A related phenomenon is "crocodile tears", increased lacrimation when eating.
posted by ikkyu2 at 9:53 PM on January 25, 2008
A related phenomenon is "crocodile tears", increased lacrimation when eating.
posted by ikkyu2 at 9:53 PM on January 25, 2008
Response by poster: ikkyu2: the problems with the Frey syndrome story are a) just oranges; not other foods which make me salivate. I'm salivating right now thinking of bananas flambe over good vanilla ice cream. b) I have no trauma to my face, other neuropathy, or reason to have neuropathy. Recent exam has vibration, pinprick, and proprioception intact. Reflexes 2+ throughout.

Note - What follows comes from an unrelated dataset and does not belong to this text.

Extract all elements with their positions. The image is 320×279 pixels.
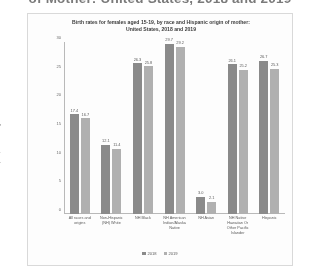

My friends are doing physical diagnosis now, so I've had about 10 cranial nerve and neuro exams lately.
posted by a robot made out of meat at 6:58 AM on January 26, 2008
posted by a robot made out of meat at 6:58 AM on January 26, 2008
You're right, ikkyu2, I was off the rails-- that 'circuitous' link you provided offers a much better and more plausible explanation: the facial nerve passes right through the parotid gland. When a robot made out of meat eats or smells oranges, then, a transient swelling of the parotid gland as it loads up and starts pumping out the saliva could be pressing on the facial nerve directly, causing the sweating.
The problem with this explanation, which seems to me to explain gustatory sweating in general quite nicely, is that it is only oranges, not other foods which produce salivation, that cause this effect in a robot made out of meat, so the explanation must be supplemented at least, perhaps either by something that oranges do to that nerve chemically (as I was attempting above), or by some argument involving conditioning or memory.

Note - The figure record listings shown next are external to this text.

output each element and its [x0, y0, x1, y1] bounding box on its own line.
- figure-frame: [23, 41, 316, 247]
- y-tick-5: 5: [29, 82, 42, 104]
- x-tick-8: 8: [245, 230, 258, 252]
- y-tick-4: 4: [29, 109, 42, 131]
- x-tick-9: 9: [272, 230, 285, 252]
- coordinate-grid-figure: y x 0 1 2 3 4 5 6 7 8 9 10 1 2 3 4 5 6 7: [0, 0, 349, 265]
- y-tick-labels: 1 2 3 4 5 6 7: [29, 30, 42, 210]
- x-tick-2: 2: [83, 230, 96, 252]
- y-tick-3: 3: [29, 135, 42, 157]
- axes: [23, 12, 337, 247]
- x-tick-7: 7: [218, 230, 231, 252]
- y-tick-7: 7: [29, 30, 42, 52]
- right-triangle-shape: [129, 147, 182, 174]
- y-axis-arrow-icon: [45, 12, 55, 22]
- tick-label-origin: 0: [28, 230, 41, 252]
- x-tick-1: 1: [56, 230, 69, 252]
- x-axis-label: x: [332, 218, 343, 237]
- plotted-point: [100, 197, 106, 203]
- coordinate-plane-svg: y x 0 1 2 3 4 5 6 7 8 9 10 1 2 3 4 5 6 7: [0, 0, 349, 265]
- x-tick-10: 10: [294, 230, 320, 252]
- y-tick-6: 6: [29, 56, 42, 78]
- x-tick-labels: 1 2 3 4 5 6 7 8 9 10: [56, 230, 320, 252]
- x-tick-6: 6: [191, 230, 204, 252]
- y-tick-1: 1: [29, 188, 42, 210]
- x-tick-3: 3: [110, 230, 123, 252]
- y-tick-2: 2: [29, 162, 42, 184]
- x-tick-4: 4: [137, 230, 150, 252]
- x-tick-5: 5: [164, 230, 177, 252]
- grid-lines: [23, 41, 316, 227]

posted by jamjam at 8:25 AM on January 26, 2008
The problem with this explanation, which seems to me to explain gustatory sweating in general quite nicely, is that it is only oranges, not other foods which produce salivation, that cause this effect in a robot made out of meat, so the explanation must be supplemented at least, perhaps either by something that oranges do to that nerve chemically (as I was attempting above), or by some argument involving conditioning or memory.
posted by jamjam at 8:25 AM on January 26, 2008
Ketchup always makes my nose sweat. Has done so since I was a toddler (30-some years ago). No explanation; never could figure out why. Just the skin on my nose (bridge & sides) decides to moisten itself. I don't think any other foods cause this. I have no allergies, no diabetes, no gland problems, and can eat any other tomato-y or vinegar-y foods with no issues. Until recently I thought everyone had the same experience. Now I just brush it off as one of those oddments that makes individuals so diverse & interesting. So, no -- you're not wierd or about to die from some horrible disease. Unless I am too. :-)
posted by cuddles.mcsnuggy at 8:57 AM on January 26, 2008
posted by cuddles.mcsnuggy at 8:57 AM on January 26, 2008
It would be interesting to know if the sweating occurs mainly on one side; if impingement on a nerve is part of the chain of causation, sweating seems unlikely to be bilaterally symmetric.
posted by jamjam at 9:38 AM on January 26, 2008
posted by jamjam at 9:38 AM on January 26, 2008
Response by poster: nope, bilateral.
posted by a robot made out of meat at 3:28 PM on January 26, 2008
posted by a robot made out of meat at 3:28 PM on January 26, 2008
This thread is closed to new comments.